Richard Laurent, a longtime part-time instructor of illustration at Columbia, died last month.
In an email to the Columbia community announcing Laurent’s death, Interim Senior Vice President and Provost Suzanne McBride said Laurent was “a valued colleague and a remarkable person.”
Colleagues remembered him as an artist, educator and advocate for faculty and students.
Laurent taught at Columbia since 2007 and was known to many colleagues as “Ric.”
Drawing from his own experience, both as an oil painter and a cartoonist, he helped students develop both technical skills and a deeper understanding for visual storytelling.
In an interview with Voyage Chicago in 2018, Laurent said every time he went into his studio in the Fine Arts Building at 410 S. Michigan Ave., he was always discovering some universal truth about things.
“My painting process has nothing to do with gathering information that is all ‘white noise’ to me,” he said. “But exploring visual conundrums in paint has become a spiritual journey for me that, I am certain, inspires many other artists as well.”
Earlier this year, he exhibited an oil painting titled “Mr. Wonderful” in the Sophomore Show, an instructor and staff art showcase, at Columbia’s Glass Curtain Gallery.
A celebration of his art and life was held on Monday, June 1 in Itasca.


▶ [DIRECTIONS FOR THIS TASK]: Search the listing for the string "input". Copy every line that has it.

▶ [TASK DATA]:
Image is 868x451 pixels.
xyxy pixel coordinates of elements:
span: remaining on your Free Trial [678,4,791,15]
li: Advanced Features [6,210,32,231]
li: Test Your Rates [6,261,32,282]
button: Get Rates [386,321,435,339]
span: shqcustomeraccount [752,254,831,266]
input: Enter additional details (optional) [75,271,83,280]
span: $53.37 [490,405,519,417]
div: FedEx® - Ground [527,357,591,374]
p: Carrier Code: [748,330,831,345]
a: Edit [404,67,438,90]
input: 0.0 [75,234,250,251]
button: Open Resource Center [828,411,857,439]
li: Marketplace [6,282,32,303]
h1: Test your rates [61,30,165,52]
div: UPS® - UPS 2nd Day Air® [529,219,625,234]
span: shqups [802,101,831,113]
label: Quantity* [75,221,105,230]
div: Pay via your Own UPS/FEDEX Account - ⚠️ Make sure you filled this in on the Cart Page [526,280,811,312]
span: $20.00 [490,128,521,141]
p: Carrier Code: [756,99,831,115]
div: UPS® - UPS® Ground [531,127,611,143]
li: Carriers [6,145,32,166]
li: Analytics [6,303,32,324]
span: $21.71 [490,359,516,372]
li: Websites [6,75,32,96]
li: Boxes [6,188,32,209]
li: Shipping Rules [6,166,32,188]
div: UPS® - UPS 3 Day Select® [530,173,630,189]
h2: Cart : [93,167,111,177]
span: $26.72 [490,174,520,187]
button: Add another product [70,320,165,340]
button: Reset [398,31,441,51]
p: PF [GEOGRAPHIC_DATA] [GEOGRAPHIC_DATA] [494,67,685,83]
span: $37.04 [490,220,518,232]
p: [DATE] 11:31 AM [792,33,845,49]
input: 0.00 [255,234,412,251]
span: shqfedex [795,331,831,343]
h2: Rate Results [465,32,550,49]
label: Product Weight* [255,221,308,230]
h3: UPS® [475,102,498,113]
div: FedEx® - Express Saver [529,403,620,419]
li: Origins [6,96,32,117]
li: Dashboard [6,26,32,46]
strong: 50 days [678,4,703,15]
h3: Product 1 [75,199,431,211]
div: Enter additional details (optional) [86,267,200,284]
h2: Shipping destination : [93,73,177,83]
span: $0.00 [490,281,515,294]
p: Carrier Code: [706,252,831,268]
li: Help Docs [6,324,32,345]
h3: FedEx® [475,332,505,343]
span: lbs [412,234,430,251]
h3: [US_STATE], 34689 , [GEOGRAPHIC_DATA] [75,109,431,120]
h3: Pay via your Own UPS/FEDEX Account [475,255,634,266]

▶ [COMPLETED TASK]:
input: Enter additional details (optional) [75,271,83,280]
input: 0.0 [75,234,250,251]
input: 0.00 [255,234,412,251]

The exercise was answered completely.